Leave a comment

Comments 6

claire_chan March 29 2007, 20:33:06 UTC
Wow. Kind of different than what I said about the conversation in question!!

You said "I'm going to go out on a limb here and say that the claim that maths applies to reality is science, not maths." What makes you say that? Did you support this somewhere when I started to skim?

You called it a claim. How can mathematics as a whole not apply to reality? What quality of math makes the claim not apply to it?

Reply

volandum March 30 2007, 11:12:09 UTC
Different from!

That was an arbitrary comment which on second thought was irrelevant. I didn't support it. Care to question?

Also, I was vague. Something like "The claim that mathematics applies to reality in the way you cite..." would have been more appropriate. I take what I said back and replace it with that.

Reply


arinellen March 30 2007, 02:54:33 UTC
Now whether it can or can't be fact and assumption at the same time, I don't think I can say.Fact: Something that is true and we know to be true through logic. (I question here whether truth is a necessary condition of a fact, I believe it is and it just means that we cannot describe a fact unless it is based on pre-formed (man made for lack of remembering a better word) principles. And even then I question that we cannot know our own minds and so perhaps we are incorrectly assuming that we can use our minds to solve equations when perhaps we are not following our own rules... I hope that made sense, I'm in work so if it's unclear ask me to explain when I'm not at work ( ... )

Reply

volandum March 30 2007, 11:22:32 UTC
Thank you, Danica!

Good definitions, but how are they derived, and can they be shown to be preferred? Stating definitions is unlikely to clear up a definition conflict, as here.

That's an interesting point - I'd rather say that the origins of something do not limit how it proceeds now, so can be disregarded.

The problem holds, and is in fact what I was trying to invoke in that conversation. Though now that I load your Wikipedia link I notice that it links to two online texts - Hume and Russel. Fantastic! *bounces off*

Reply


arinellen March 30 2007, 03:18:14 UTC
I would deal with her by sending her to wikipedia and telling her about the problem of Induction.

Reply

volandum March 30 2007, 11:13:29 UTC
*hugs* Good idea.

I'm kind of waiting for alias_sqbr to fall on my argument like 1.0T bricks.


--- ASSIGNMENT ---
Total the lines of the listing below that hold the word "pixels". Output nothing except that number.

--- RAW DATA ---

_ _ _ _

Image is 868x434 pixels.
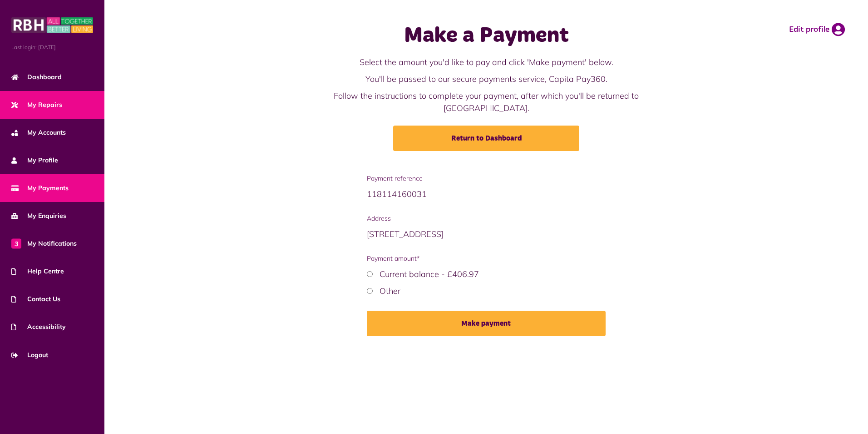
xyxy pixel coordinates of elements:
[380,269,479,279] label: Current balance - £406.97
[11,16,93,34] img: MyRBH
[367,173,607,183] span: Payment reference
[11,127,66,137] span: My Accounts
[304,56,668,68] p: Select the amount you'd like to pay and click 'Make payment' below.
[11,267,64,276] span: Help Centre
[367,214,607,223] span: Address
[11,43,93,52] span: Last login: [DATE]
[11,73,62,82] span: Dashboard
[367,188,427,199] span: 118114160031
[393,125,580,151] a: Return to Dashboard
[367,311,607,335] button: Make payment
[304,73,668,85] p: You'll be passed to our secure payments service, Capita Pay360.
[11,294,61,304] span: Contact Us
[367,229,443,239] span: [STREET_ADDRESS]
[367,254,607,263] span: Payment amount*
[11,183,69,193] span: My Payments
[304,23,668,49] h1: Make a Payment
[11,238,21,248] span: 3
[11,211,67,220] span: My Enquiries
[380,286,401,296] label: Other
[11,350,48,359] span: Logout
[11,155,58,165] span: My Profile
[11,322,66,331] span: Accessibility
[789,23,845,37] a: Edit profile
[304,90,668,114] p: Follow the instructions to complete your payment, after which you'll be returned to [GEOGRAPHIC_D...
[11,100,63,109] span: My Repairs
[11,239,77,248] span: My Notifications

_ _ _ _

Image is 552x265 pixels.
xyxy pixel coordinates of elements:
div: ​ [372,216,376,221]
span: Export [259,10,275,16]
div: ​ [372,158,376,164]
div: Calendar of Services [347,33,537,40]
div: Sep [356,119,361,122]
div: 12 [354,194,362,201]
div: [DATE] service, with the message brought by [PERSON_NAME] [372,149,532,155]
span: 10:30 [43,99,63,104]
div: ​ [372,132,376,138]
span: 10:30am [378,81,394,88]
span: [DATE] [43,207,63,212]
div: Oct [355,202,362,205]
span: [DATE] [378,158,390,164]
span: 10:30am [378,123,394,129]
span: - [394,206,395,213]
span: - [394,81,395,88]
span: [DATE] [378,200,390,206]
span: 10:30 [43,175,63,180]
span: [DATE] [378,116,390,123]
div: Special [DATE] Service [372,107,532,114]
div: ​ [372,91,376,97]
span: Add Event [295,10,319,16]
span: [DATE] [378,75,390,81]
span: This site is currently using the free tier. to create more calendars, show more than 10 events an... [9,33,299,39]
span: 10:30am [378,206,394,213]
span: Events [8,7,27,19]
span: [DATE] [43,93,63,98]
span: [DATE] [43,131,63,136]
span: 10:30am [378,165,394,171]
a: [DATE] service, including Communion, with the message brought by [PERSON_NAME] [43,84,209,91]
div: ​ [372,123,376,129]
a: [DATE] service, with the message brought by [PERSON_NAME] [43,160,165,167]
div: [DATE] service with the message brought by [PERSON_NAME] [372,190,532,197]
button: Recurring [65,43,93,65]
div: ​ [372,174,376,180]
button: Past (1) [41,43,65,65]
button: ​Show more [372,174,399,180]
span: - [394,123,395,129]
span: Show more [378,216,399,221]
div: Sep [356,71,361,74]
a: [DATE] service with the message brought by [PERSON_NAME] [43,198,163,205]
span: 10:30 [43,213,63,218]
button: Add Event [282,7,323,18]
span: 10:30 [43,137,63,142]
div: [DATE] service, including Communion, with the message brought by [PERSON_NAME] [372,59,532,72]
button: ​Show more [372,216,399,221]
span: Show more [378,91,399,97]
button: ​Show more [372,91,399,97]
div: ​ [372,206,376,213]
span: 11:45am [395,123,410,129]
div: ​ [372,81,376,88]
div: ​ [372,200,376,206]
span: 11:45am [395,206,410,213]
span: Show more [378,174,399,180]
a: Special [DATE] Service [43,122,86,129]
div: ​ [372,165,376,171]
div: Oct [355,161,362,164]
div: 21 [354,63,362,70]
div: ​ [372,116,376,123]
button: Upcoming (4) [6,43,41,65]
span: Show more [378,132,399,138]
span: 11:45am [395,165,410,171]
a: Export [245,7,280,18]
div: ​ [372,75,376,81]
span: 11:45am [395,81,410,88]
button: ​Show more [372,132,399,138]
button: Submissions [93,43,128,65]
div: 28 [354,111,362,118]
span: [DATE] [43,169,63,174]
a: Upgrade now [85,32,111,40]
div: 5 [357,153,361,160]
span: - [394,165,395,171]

_ _ _ _

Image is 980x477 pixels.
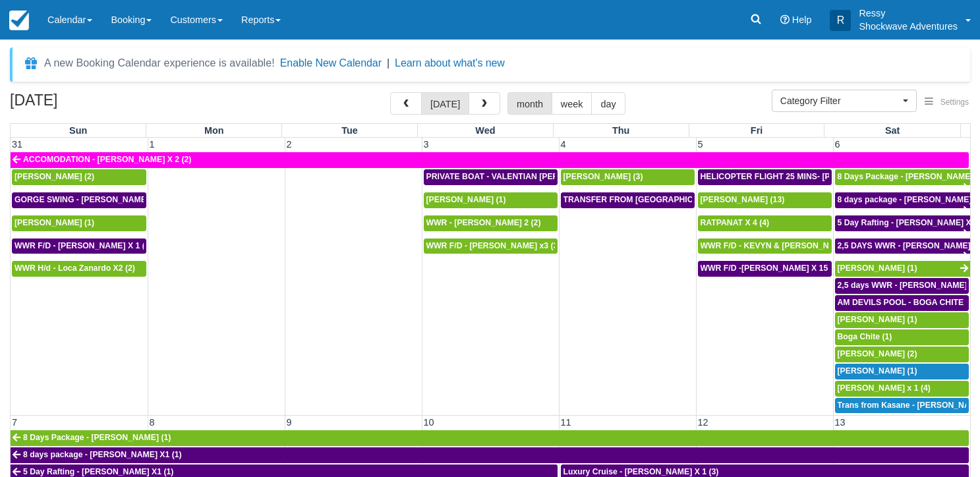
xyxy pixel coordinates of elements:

_ _ _ _

--- ANSWER BELOW ---
3